Africa: New Titan Supercomputer Named Fastest

The latest ranking of the world's fastest supercomputers names Titan, a new U.S. Energy Department supercomputer, the most powerful in the world.

The new "TOP500" list of the world's fastest supercomputers released November 12 named Titan, a new supercomputer at the U.S. Energy Department's Oak Ridge National Laboratory in Oak Ridge, Tennessee, the most powerful in the world.

Ten times more powerful than its predecessor, the Jaguar system, Titan will provide unprecedented computing power to accelerate scientific discoveries using technologies first developed for video game systems, the Energy Department said.

Scientists will use Titan's computing power for a wide range of research, including developing the next generation of materials used in manufacturing; for nuclear research to model the behavior of neutrons in nuclear power reactors; to model the combustion of fuels in internal combustion engines to improve engines for cars and trucks; and to simulate the atmosphere at new levels to help researchers better understand future air quality.

Titan uses a combination of traditional central processing units (CPUs) and a family of processors called graphic processing units (GPUs) that were first created for computer gaming and have a unique capacity to perform the same operation simultaneously on multiple pieces of data, the Energy Department said.

Sixty-one science and engineering projects involving U.S. and international investigators were recently selected for access to 1.84 billion core processing hours on Titan and 2.83 billion hours on other Energy Department supercomputers.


Give back each record precisely, pictures excluded.

Top of Data

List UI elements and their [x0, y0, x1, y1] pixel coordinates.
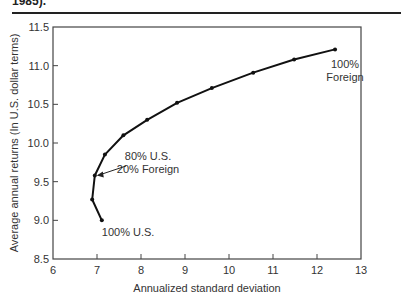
- data-point: [210, 86, 214, 90]
- data-point: [93, 173, 97, 177]
- x-axis-ticks: 678910111213: [50, 254, 367, 276]
- y-tick-label: 9.5: [34, 176, 49, 188]
- x-tick-label: 11: [267, 264, 278, 276]
- y-axis-title: Average annual returns (In U.S. dollar t…: [8, 34, 20, 253]
- x-tick-label: 10: [223, 264, 235, 276]
- annotation-label: 80% U.S.20% Foreign: [117, 150, 179, 175]
- data-point: [175, 101, 179, 105]
- annotation-label: 100%Foreign: [326, 58, 363, 83]
- frontier-chart: 8.59.09.510.010.511.011.5 678910111213 A…: [0, 0, 401, 305]
- plot-frame: [53, 27, 361, 259]
- x-tick-label: 7: [94, 264, 100, 276]
- x-tick-label: 13: [355, 264, 367, 276]
- data-point: [90, 197, 94, 201]
- data-point: [145, 118, 149, 122]
- annotation-label: 100% U.S.: [102, 226, 155, 238]
- y-tick-label: 10.0: [28, 137, 49, 149]
- y-tick-label: 11.0: [28, 60, 49, 72]
- data-point: [100, 218, 104, 222]
- y-tick-label: 9.0: [34, 214, 49, 226]
- series-line: [92, 49, 335, 220]
- y-tick-label: 11.5: [28, 21, 49, 33]
- y-tick-label: 8.5: [34, 253, 49, 265]
- data-point: [121, 133, 125, 137]
- data-point: [292, 57, 296, 61]
- y-tick-label: 10.5: [28, 98, 49, 110]
- data-point: [333, 47, 337, 51]
- frontier-line: [90, 47, 337, 222]
- x-tick-label: 9: [182, 264, 188, 276]
- x-axis-title: Annualized standard deviation: [133, 282, 280, 294]
- data-point: [251, 71, 255, 75]
- annotations: 100% U.S.80% U.S.20% Foreign100%Foreign: [97, 58, 364, 238]
- x-tick-label: 6: [50, 264, 56, 276]
- x-tick-label: 12: [311, 264, 323, 276]
- x-tick-label: 8: [138, 264, 144, 276]
- data-point: [103, 153, 107, 157]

Bottom of Data

● **Output below**
List UI elements and their [x0, y0, x1, y1] pixel coordinates.
- data-point: [210, 86, 214, 90]
- data-point: [93, 173, 97, 177]
- x-axis-ticks: 678910111213: [50, 254, 367, 276]
- y-tick-label: 9.5: [34, 176, 49, 188]
- x-tick-label: 11: [267, 264, 278, 276]
- y-axis-title: Average annual returns (In U.S. dollar t…: [8, 34, 20, 253]
- x-tick-label: 10: [223, 264, 235, 276]
- annotation-label: 80% U.S.20% Foreign: [117, 150, 179, 175]
- data-point: [175, 101, 179, 105]
- annotation-label: 100%Foreign: [326, 58, 363, 83]
- frontier-chart: 8.59.09.510.010.511.011.5 678910111213 A…: [0, 0, 401, 305]
- plot-frame: [53, 27, 361, 259]
- x-tick-label: 7: [94, 264, 100, 276]
- x-tick-label: 13: [355, 264, 367, 276]
- data-point: [90, 197, 94, 201]
- data-point: [145, 118, 149, 122]
- annotation-label: 100% U.S.: [102, 226, 155, 238]
- y-tick-label: 10.0: [28, 137, 49, 149]
- y-tick-label: 11.0: [28, 60, 49, 72]
- data-point: [100, 218, 104, 222]
- y-tick-label: 9.0: [34, 214, 49, 226]
- series-line: [92, 49, 335, 220]
- y-tick-label: 11.5: [28, 21, 49, 33]
- y-tick-label: 8.5: [34, 253, 49, 265]
- data-point: [121, 133, 125, 137]
- data-point: [292, 57, 296, 61]
- y-tick-label: 10.5: [28, 98, 49, 110]
- data-point: [333, 47, 337, 51]
- frontier-line: [90, 47, 337, 222]
- x-tick-label: 9: [182, 264, 188, 276]
- x-axis-title: Annualized standard deviation: [133, 282, 280, 294]
- data-point: [251, 71, 255, 75]
- annotations: 100% U.S.80% U.S.20% Foreign100%Foreign: [97, 58, 364, 238]
- x-tick-label: 6: [50, 264, 56, 276]
- x-tick-label: 12: [311, 264, 323, 276]
- x-tick-label: 8: [138, 264, 144, 276]
- data-point: [103, 153, 107, 157]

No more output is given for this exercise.